Seven Last Words: Cross and Creation

Seven Last Words: Cross and Creation

Seven Last Words: Cross and Creation

Seven Last Words: Cross and Creation

eBook

$15.49  $20.00 Save 23% Current price is $15.49, Original price is $20. You Save 23%.

Available on Compatible NOOK devices, the free NOOK App and in My Digital Library.
WANT A NOOK?  Explore Now

Related collections and offers


Overview

The cross is regarded as Jesus Christ's great work of salvation. But is it also a work of creation? Excitingly plumbing Scripture and Christian tradition, Andrew McGowan shows that it is. "Each of Jesus's seven words from the cross can be understood as a creative act, as a new divine work," he writes. From the cross, Jesus works forgiveness, bestows Paradise, enacts human relationship, identifies completely with humanity, fulfills Scripture, and reenacts Sabbath. From early days, Christians--for good reason--linked the original seven days of creation with creation and re-creation at the apex of salvation. Seven Last Words recovers this linkage in all its power and perennial freshness. But that is not all. In addition to surveying the seven last words Jesus spoke, McGowan insists that at the cross "the eternal Word not only speaks, but listens." And so he turns to the "conversations" spoken not only from but to the cross. Here he opens new vistas on the words of Judas, Dismas (the criminal crucified beside Jesus), Mary, God the Father, Longinus (the centurion), and Nicodemus, and ruminates fascinatingly on the accompanying silence of the angels. Profound and endlessly edifying, Seven Last Words will richly repay reading and rereading.

Product Details

ISBN-13: 9781725298279
Publisher: Wipf & Stock Publishers
Publication date: 03/25/2021
Sold by: Barnes & Noble
Format: eBook
Pages: 94
Sales rank: 282,491
File size: 11 MB
Note: This product may take a few minutes to download.

About the Author

Andrew McGowan is McFaddin Professor of Anglican Studies and Dean of the Berkeley Divinity School at Yale.

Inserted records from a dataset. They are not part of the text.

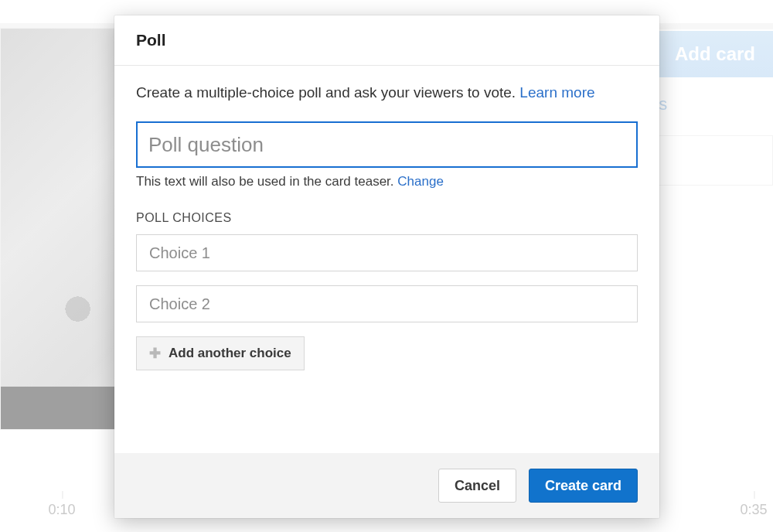  I want to click on add-another-choice-button: ✚ Add another choice, so click(220, 353).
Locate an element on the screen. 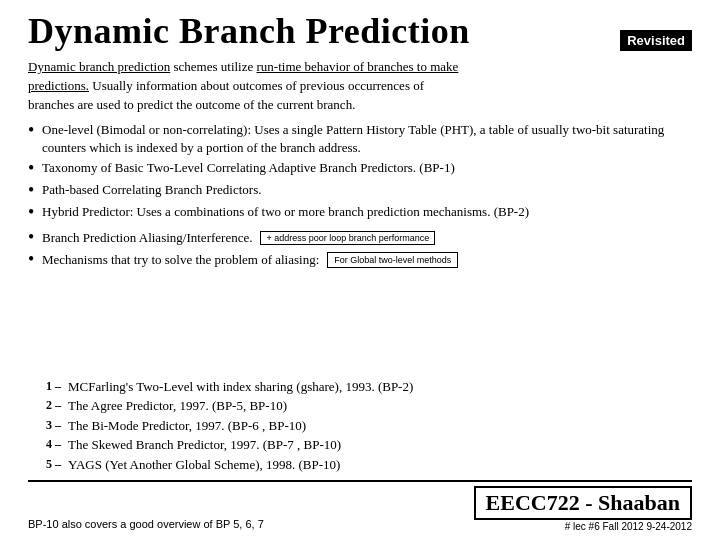 Image resolution: width=720 pixels, height=540 pixels. num-label: 2 – is located at coordinates (57, 406).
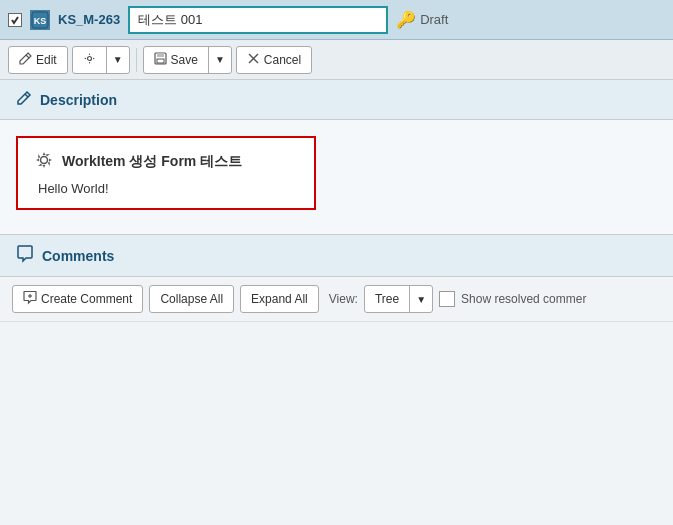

His widely acclaimed books include Ascetic Eucharists and Ancient Christian Worship. He also serves as editor of the Journal of Anglican Studies.



Philadelphia artist and spiritual director Bettina Clowney (1946-2020) graduated from Temple University’s Tyler School of Art and studied with iconographer Vladislav Andreyev, and at the Shalem Institute for Spiritual Direction. Her work illustrating this book includes the iconic cross at the Church of the Holy Spirit in Harleysville, Pennsylvania.
Andrew McGowan was Warden and Joan Munro Professor of Theology at Trinity College, Melbourne, during the time these essays were written, serving also on the Doctrine Commission of the Anglican Church of Australia and as a Canon of St Paul's Cathedral, Melbourne. Since 2014, he has been Dean of the Berkeley Divinity School at Yale and McFaddin Professor of Anglican Studies at Yale Divinity School. He is the author of books including Ascetic Eucharists (1999) and Ancient Christian Worship (2014); and is the editor of the Journal of Anglican Studies.

What People are Saying About This

From the Publisher

"In this inspiring book, Andrew McGowan not only offers reflections both powerful and poignant on the traditional seven last words of Jesus on the cross, but in a creative twist also considers the comments (or in one case, the silence) of seven other witnesses to this most dramatic of moments."
—Michael B. Curry, Presiding Bishop of the Episcopal Church and author of Love Is the Way: Holding on to Hope in Troubling Times

"In these reflections, Andrew McGowan draws on Scripture and tradition to explore the deep connections between the cross and creation. With characteristic creativity and insight, McGowan helps us to see that the seven last words of Christ find their most lucid expression in the promise of the new creation. We hear these words again—as though for the first time."
—William Lamb, vicar of University Church of St. Mary the Virgin, Oxford, England

"The late, great community theologian Kenneth Leech once said, 'The cross is not a problem to be understood but a mystery into which we enter,' and this is exactly what Andrew did when he preached on Good Friday in 2016. His linking of the creation story with the salvific work of Jesus as he died on the cross was truly memorable; it allowed us to enter into those seven words in a new and remarkable way."
—Carl F. Turner, rector, Saint Thomas Church Fifth Avenue, New York

"Helpless on the cross, Christ acts through his speech. Andrew McGowan takes the traditional structure of Good Friday meditations on Jesus' 'Seven Last Words,' and invests them with new and challenging insights. I first heard these words in the context of a pre-pandemic Good Friday liturgy; encountering them again as companions for a lockdown Holy Week has provided real nourishment in lean times."